I have the same issue - albeit on a 32-bit CentOS 5.3 install.
The cert is a GlobalSign wildcard certificate that installs and works just fine in Exim, Apache, lighttpd, Courier-IMAP and Dovecot - had problems getting it to install at first due to Zimbra not using OpenSSL's own root CA repository.
Our GlobalSign cert required the GlobalSign root cert adding to the intermediate cert in order for Zimbra to verify and install it - something which I didn't anticipate but I'm not averse to going a little out of my way to sorting something simple like a cert trust path.
Nevertheless, the certificate installed with no issues once I did that but like you, I'm seeing the exact same issue - which magically goes away when I do a '/opt/zimbra/bin/zmcertmgr deploycrt' and Zimbra generates/installs a new self-signed cert.
The documentation is horrible - a product geared towards enterprise use should have extensive docs (especially on the SSL parts; we manage/install/support 500+ SSL certs as a GlobalSign partner and like to think we know what we are doing but this issue has us well and truly stumped).
The closest I can get to finding the problem is:
zmmtaconfig.log:Sat Oct 3 10:43:38 2009 gs:*******.example.com ERROR: service.FAILURE (system failure: ZimbraLdapContext) (cause: javax.net.ssl.SSLHandshakeException sun.security.validator.ValidatorException: PKIX path building failed: sun.security.provider.certpath.SunCertPathBuilderE xception: unable to find valid certification path to requested target)
(why oh why don't you echo this to stderr rather than dumping it in a logfile - at least print something to stderr to say, something bad happened, you can see what in /opt/zimbra/log/blahblah.log)
Which I suspect is due to the root/intermediate certificate problem I detailed earlier, but according to the zmcertmgr documentation, if our certificate and associated root/intermediate certs pass a 'verifycrt' and 'verifycrtchain' like so:
[root@****** certs]# /opt/zimbra/bin/zmcertmgr verifycrt comm commercial.key commercial.crt
** Verifying commercial.crt against commercial.key
Certificate (commercial.crt) and private key (commercial.key) match.
Valid Certificate: commercial.crt: OK
[root@******* certs]# /opt/zimbra/bin/zmcertmgr verifycrtchain commercial_ca.crt commercial.crt
Valid Certificate Chain: commercial.crt: OK
... why does it not work as expected ?
Add to that, the cavalier attitude of the Zimbra devs towards an officially supported deployment platform of RHEL5 (that of Xen virtualization) and the fact that the issue as detailed in
Bug 23683 – Use posix mutexes on Linux builds to avoid Xen issues is still not fixed in Zimbra 6.0.1 NE even though the Bugzilla entry is marked as 'FIXED' does not give me any confidence in the quality of the binaries they are throwing out.
It isn't a pretty sight watching a dual Xeon 3.0GHz machine with 4GB of RAM fall to its' knees while the zmlogger process periodically eats 90%+ of CPU time due to this particular issue.

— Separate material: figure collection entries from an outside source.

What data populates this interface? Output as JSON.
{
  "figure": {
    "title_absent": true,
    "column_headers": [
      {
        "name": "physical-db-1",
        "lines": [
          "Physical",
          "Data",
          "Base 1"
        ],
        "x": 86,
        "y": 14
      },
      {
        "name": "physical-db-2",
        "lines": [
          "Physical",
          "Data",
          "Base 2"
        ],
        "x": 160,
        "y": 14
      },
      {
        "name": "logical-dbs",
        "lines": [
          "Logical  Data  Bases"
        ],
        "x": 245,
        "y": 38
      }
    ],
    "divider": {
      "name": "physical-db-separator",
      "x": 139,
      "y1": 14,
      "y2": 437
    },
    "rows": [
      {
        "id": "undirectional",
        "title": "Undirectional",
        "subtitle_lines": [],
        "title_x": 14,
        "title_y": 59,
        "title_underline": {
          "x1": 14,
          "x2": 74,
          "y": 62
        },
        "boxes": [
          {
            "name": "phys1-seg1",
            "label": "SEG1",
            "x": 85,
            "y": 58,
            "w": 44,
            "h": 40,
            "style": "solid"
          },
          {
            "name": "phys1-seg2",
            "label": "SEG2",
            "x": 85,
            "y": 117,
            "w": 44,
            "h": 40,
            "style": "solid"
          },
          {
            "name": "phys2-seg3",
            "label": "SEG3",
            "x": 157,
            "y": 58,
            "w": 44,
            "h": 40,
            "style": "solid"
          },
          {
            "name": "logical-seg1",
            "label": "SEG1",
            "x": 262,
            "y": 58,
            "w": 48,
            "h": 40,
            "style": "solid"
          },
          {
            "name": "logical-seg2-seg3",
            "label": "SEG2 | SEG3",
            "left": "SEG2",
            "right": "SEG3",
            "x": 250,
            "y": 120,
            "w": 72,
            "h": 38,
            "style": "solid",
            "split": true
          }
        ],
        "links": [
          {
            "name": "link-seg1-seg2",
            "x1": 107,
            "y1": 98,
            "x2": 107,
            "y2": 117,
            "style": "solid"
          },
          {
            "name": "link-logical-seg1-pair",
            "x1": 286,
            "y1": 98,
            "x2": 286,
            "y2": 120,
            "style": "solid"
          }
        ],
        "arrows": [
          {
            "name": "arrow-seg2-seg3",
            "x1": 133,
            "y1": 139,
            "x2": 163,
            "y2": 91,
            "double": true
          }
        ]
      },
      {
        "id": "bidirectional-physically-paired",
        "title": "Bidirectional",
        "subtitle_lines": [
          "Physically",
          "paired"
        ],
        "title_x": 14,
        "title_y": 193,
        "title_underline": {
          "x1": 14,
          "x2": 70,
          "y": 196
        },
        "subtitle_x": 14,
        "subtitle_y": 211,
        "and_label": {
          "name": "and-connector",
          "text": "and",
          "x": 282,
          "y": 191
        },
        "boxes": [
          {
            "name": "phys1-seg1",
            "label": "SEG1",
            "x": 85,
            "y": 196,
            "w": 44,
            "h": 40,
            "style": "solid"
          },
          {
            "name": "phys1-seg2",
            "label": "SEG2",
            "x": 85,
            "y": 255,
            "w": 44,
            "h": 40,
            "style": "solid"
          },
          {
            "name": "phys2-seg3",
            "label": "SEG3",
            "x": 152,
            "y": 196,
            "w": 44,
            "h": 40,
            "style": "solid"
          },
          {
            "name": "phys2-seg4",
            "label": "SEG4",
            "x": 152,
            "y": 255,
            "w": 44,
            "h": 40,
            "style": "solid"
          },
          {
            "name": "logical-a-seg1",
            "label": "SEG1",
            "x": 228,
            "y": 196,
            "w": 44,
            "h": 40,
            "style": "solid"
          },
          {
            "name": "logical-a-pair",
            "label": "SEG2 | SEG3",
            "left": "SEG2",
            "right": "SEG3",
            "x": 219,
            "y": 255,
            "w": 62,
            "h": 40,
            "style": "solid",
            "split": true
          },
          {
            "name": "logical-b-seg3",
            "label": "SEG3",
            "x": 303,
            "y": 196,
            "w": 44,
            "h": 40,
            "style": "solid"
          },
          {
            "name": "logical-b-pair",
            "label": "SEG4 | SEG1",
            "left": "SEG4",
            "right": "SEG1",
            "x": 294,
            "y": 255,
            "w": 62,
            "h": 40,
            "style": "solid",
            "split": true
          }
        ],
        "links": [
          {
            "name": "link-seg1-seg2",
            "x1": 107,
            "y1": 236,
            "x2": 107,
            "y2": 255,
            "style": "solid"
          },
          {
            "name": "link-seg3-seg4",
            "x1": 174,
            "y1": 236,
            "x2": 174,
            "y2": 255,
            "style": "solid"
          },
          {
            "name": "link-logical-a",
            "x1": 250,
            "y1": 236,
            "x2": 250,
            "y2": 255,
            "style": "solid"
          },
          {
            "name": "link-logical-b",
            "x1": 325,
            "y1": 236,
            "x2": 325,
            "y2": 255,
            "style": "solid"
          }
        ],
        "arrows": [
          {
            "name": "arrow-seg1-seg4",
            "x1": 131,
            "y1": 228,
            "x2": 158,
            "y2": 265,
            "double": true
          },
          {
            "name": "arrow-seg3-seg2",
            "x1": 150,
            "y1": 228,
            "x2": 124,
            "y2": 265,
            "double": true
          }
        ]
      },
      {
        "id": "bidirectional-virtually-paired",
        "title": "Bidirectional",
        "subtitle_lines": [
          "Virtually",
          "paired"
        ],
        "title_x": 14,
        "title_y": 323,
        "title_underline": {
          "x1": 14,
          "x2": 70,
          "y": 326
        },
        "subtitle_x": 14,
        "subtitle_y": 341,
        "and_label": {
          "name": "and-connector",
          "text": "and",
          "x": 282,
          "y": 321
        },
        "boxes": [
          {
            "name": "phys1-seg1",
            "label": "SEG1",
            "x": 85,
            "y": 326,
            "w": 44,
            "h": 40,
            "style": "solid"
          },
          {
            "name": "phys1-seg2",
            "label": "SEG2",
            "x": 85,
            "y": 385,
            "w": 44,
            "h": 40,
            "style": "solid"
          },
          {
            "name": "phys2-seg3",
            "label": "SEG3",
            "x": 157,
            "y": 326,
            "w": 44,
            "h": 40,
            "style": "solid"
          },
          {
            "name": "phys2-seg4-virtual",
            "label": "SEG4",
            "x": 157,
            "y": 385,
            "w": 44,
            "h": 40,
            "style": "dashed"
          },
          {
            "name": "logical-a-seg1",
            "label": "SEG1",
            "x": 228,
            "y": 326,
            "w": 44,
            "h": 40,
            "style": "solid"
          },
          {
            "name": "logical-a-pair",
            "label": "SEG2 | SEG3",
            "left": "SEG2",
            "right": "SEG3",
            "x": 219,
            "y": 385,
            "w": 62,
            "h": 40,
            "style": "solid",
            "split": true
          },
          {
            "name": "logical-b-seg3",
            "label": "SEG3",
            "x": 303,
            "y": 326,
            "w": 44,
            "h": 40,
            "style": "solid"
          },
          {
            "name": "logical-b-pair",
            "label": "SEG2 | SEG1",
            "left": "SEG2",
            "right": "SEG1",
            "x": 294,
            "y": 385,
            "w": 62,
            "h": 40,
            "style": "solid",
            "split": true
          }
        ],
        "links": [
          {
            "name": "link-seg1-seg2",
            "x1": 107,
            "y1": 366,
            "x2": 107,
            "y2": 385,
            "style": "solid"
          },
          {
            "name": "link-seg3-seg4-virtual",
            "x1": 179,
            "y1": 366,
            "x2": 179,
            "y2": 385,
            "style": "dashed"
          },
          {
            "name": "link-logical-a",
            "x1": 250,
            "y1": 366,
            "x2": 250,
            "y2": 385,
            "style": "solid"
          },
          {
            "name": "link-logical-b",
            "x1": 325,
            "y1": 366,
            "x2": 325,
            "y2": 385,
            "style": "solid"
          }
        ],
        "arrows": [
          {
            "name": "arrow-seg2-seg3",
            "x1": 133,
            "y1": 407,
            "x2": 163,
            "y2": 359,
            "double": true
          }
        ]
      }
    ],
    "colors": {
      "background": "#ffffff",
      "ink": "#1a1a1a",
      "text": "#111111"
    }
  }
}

For one thing, Red Hat ship only *one* copy of OpenLDAP with their distro - it works perfectly with both non-Xen and Xen-enabled kernels; Zimbra's binary packages are specially customized for each distribution of Linux they support and the fact that they couldn't be bothered to investigate and implement the same fixes that OpenLDAP/Red Hat made to their binaries makes me feel that this attitude may be the same across the entire product.
I'll point out to the Zimbra folks that while I'm running this on CentOS 5.3/i386, I can certainly duplicate both of the above issues on a genuine RHEL 5.3/i386 install also.
We are currently seven days in to a 60-day Network Edition evaluation license and definitely not liking it because we can't even get the thing installed and working with SSL-only webmail (our one and only 'must have') due to the aforementioned cert problems - eventually plan to become a Zimbra Hosting Partner but if *I* don't feel comfortable in the quality of the product or even using it internally within our own organization, there is no way I am going to ask our customers to make such a leap of faith when we aren't prepared to do it ourselves.
Sorry to the OP for 'semi-hijacking' this thread with a 'me too!' response but hopefully my response will get someone to look into this as a matter of urgency.
To any non-Zimbra folks who want to reply with 'you should search the forum for the answer'; I would like to inform you that I have searched for every single combination of SSL/LDAP issues on this forum but cannot find any solution which I have not already tried that does not work - removing .zmcontrol.cache, etc, etc.
I look forward to a helpful and informative response from a Zimbra staffer.